Songhai stitched boat. Bow is to the left. (Click any image to enlarge.) |
A Songhai boat being built or repaired. |
The boats were used for fishing and general transport, but around the city of Gao their primary use was the transportation of rice from the paddies to the villages for threshing. Propulsion was by both paddle and pole, depending upon the river's depth.
Stitching detail, with grass caulking captured between the stitches. |
West of Lake Debo and south of Ansongo, a different kind of sewn boat was used. Called the Kole-Kole, this boat was two half-dugouts, sewn together along a central seam. This boat was preferred in its indigenous regions due to the presence of suitable trees for this type of construction.
All information and images are from "A note on a sewn canoe in use at Gao, the Republic of Mali," by Timothy Insoll, in The International Journal of Nautical Archaeology (1993) 22.4: 345-350. This information is now two decades old, and I do not know if these boats are still in use.
Thanks for posting this. These boats were one of the inspirations for my own thoughts on sewn boats in prehistory. Point is that they were pragmatic craft. The need for a boat was there and the materials to hand were assembled to create them with sewing as with the Chumash of the Americas where short planks had also to be used.
ReplyDeleteSadly planks are so useful that bits of a redundant boat can be re-used and vanish from the archaeological record more easily than perhaps a logboat can.
I have wondered whether the large sewn boats such as the Ferribys and the Dover Bronze Age boat were attempts to repeat the method and design of "canoes" in much larger vessels with limited success.
There is always a temptation with ships to build bigger because of the economies of scale in transportation with sometimes catastrophic results until new technologies are developed.
Edwin,
ReplyDeleteThanks for your comments, especially for noting the similarity in construction method to the Chumash boats.

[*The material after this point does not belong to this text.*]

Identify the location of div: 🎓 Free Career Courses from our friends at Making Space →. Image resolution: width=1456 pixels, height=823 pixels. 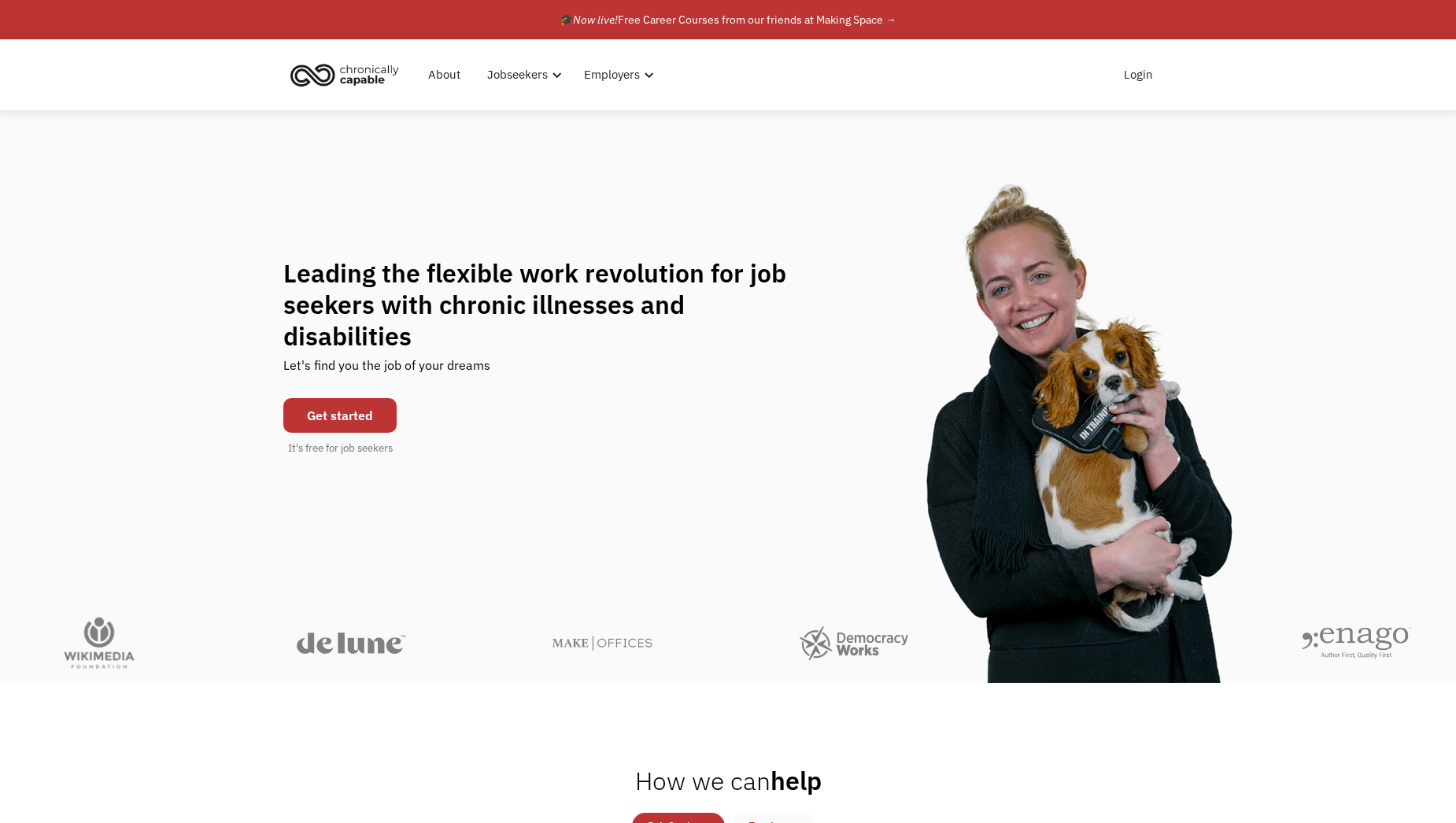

I think it's indisputable that the builders of the Ferriby and Dover boats were still conceptually in the dugout phase, trying to figure out how to build a dugout bigger than the available trees (more so with Dover than Ferriby). They hadn't yet arrived at the notion of bent planks and were still carving boat shapes out of tree trunks.
Such attempts may significantly predate Britain's Bronze Age. There is a clay boat model from Osikovo, Bulgaria, 4th Millenium BC, that is so wide relative to its length that it's thought to represent the same kind of construction as the kole-kole: two dugout halves, each carved from a single trunk, joined along the centerline. (Or it may have been three pieces: a bottom and two sides, or "iles".)
Without finite element analysis, trial and error was the only way to find out how big you could go with a given construction technique. For a long time, the ship/boat owners were the captains, so they risked not only their fortunes and the lives of their crew, but their own lives as well in these efforts. But they were also perhaps the best-situated to assess the success of any modification, provided they made it back to shore.
Very true Bob that the ship's captain was probably at least part owner or maybe acting on behalf of the village. A feel for ancient shipping and trading is very well put in Geoffrey Bibby's "Four Thousand Years Ago".
DeleteFunny how apparent truths can outlast the technical changes that make the given archaological "facts" obsolescent in older books, Leonard Wooley, MortimerWheeler, Vere Gordon Childe and all the rest should still be read for their insights.